The highest Nile deposit near and on the Fayûm side of Lahûn is at about R.L. 26·00. The highest in the Fayûm near the Hawârah pyramid, which is on the edge of the Fayûm basin, is at R.L. 24·50 or thereabouts. The highest level of the lake was probably never more than one metre above this level, and it is therefore almost certain that the water-level was never sufficiently high to flow into the Wadi Raiân; and if it ever did, it must have been but rarely, when extraordinarily high and prolonged Niles occurred; so that it must be concluded, if my views are correct, that the normal condition of the Wadi Raiân was then, as now, that of a dry waterless depression in the desert, and it cannot therefore be considered as having been Lake Mœris, or a part of it even, at any time.

LINANT’S OBJECTIONS TO THEORY FAVOURED.

Author’s Views of Lake Mœris generally stated.—I myself agree with those who are of opinion that the Fayûm Province, or depression, (including the Gharaq Basin and the neck from Lahûn to Hawârah), was by itself Lake Mœris, and that within its limits and along its borders was to be found the inhabited and cultivated region known as the Arsinoïte Nome, which possibly also extended into the Nile Valley along the course of the canal connecting the Nile with the lake.

The Fayûm then in its submerged state was, I believe, the Lake Mœris of Herodotus, Strabo, Diodorus, and Pliny, the modern Lake Qurûn being the persistent rudiment of this lake, and all that now remains of its formerly extensive sheet of water. (See [Plate XX.])

Objections urged by Linant against these views.—This is no new theory.

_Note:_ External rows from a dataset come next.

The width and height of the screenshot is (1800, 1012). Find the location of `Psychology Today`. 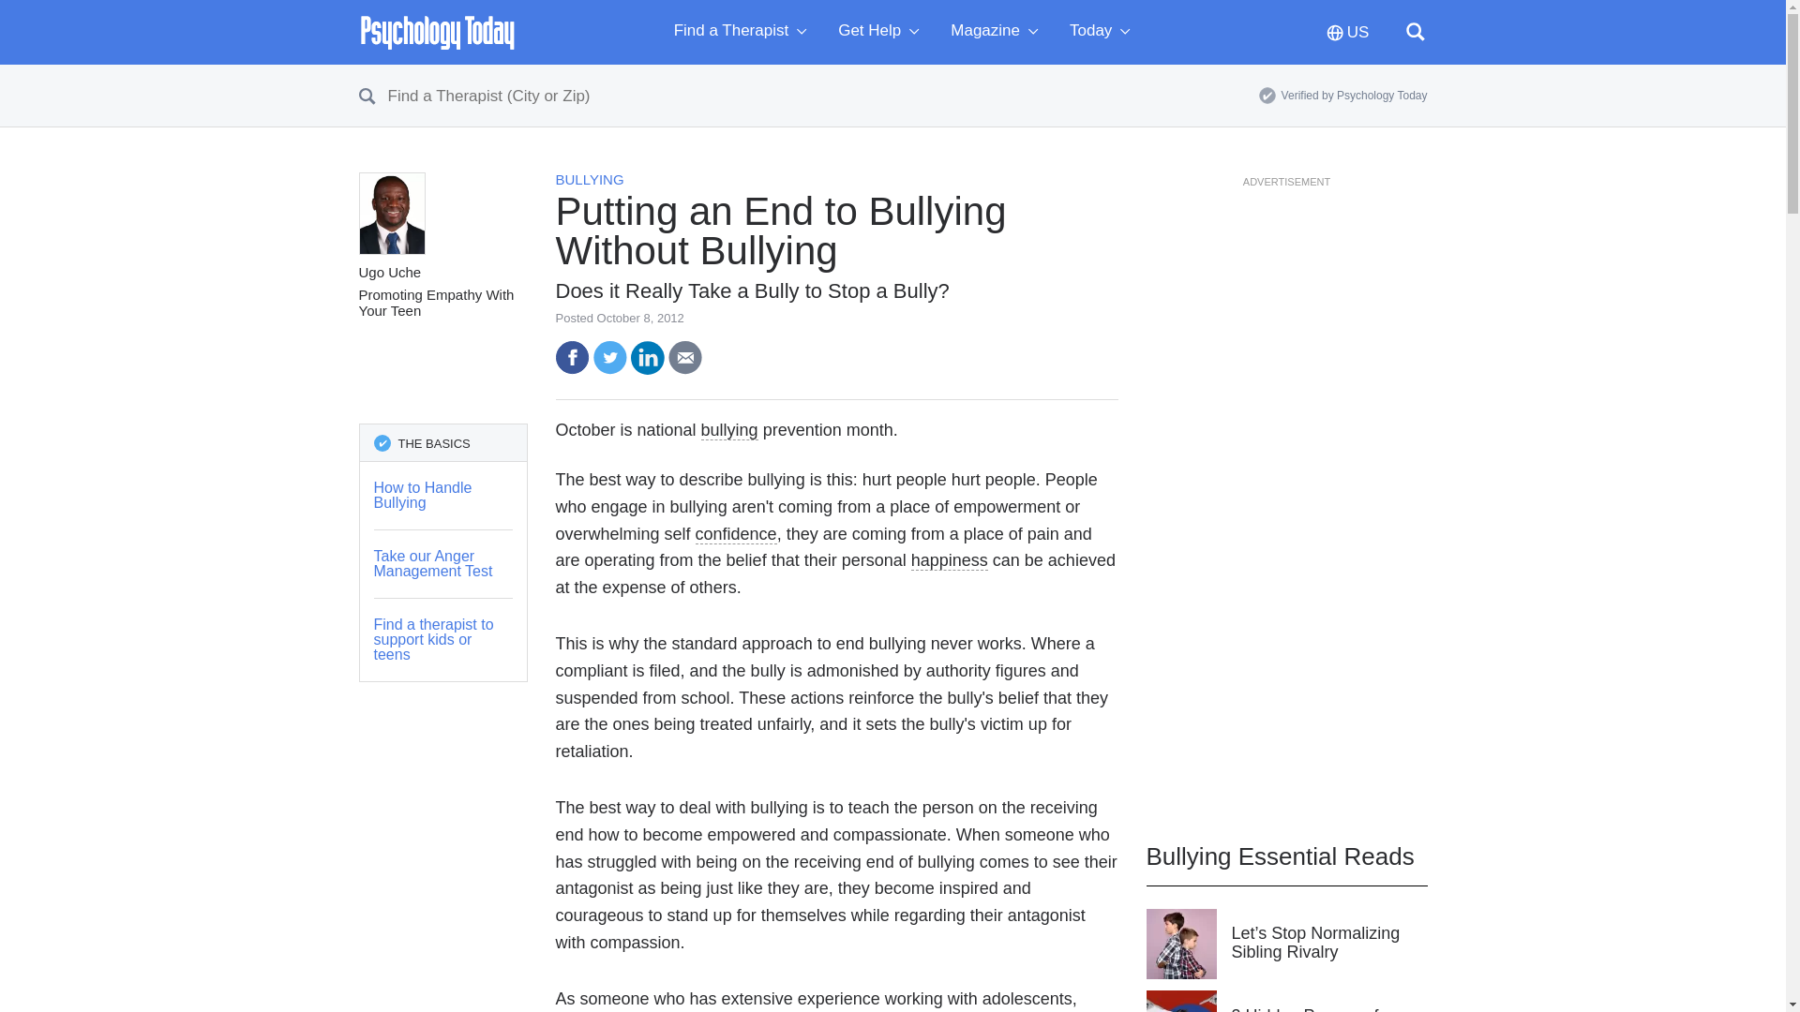

Psychology Today is located at coordinates (437, 32).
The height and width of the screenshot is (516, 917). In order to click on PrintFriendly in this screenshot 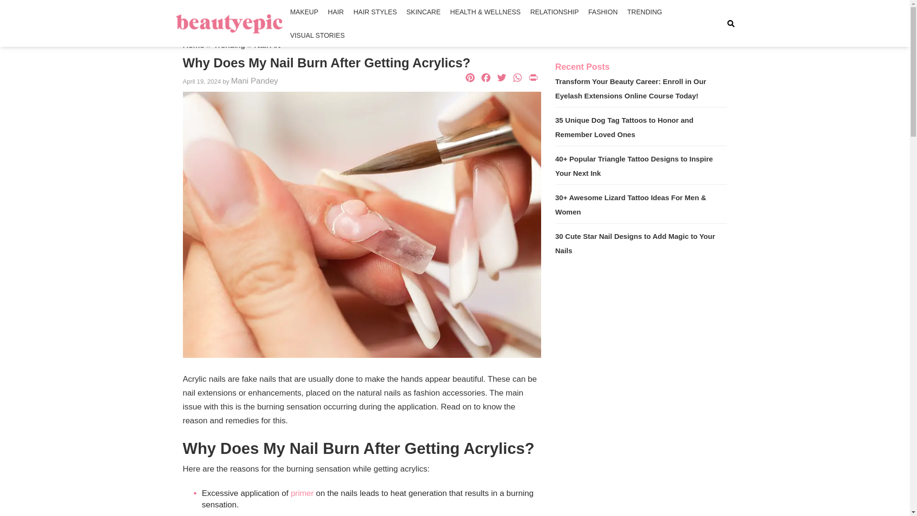, I will do `click(533, 78)`.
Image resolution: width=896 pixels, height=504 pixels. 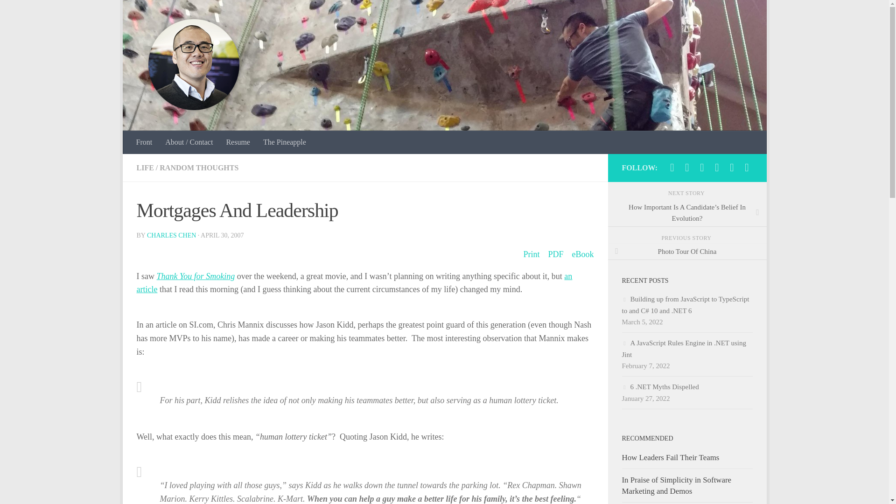 I want to click on The Pineapple, so click(x=285, y=142).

It is found passim before Linant Pasha in 1842 took great pains to point out its absurdity, but it was his own assumptions regarding the maximum height which the water surface of Lake Qurûn could have reached, that created the absurdity. Assuming without evidence that the villages on the second plateau were all in existence at the time of Lake Mœris, he limits the level of Lake Qurûn to the edge of the second plateau, which is the same thing as laying down that its water surface never rose above R.L. + 10·00.

Having come to this conclusion, he might have spared himself all his arguments against the theory, other than that which pointed out that a reservoir in the Fayûm at this level could have been of no utility in supplementing the low waters of the Nile.

It is, however, instructive to note how he deals with the arguments against this lake, which his imagination set bounds to, being Lake Mœris. After a separate review of each condition which Lake Mœris should fulfil and which the limited Lake Qurûn did not, he closes his reviews with the remark that “we may then conclude that Birket-el-Qurûn is not the Lake Mœris.” But he does not do so always. Should the condition be one with which his own theory is not in agreement, he explains it away or discredits it. The dimensions assigned to Lake Mœris by the ancient historians evidently trouble him, and he does his best to discredit their testimony on this point. After discussing this condition, he does not end his argument with the usual conclusion that “the present Lake Qurûn cannot be Lake Mœris,” but he says “an absolute importance must not be attached to all these measures in order to draw from them conclusions either positive or negative as to the identity of the position of Birket-el-Qurûn with that of the ancient Lake Mœris.”

The depth assigned to Lake Mœris also gives rise to the following remarks, which will afford the means of judging of the value of M. Linant’s arguments. He states that Herodotus gives the depth of the lake at 92 metres, and remarks that if the whole Fayûm had been filled to form the lake, its dimensions would have surpassed by ten times the greatest given for it.

But as a matter of fact, they do not even come up to the greatest dimensions given, which are, for the depth 92 metres, and for the perimeter of the lake 720 kilometres (450 miles), or, assuming as he does that Herodotus made use of the small stadius, 360 kilometres. Now the perimeter of the Fayûm is 220 kilometres, and if that of the Wadi Raiân is added, namely 200 kilometres, the total perimeter becomes 420 and that figure is only obtained by measuring the indentations of the Wadi Raiân, which is of a peculiar shape.

The depth of the Fayûm Lake, if filled to say R.L. + 25·00, would be not less than (25·00 + 43·50 + 5·00 =) 73·50 metres, nor more than 88·00 at the highest estimate.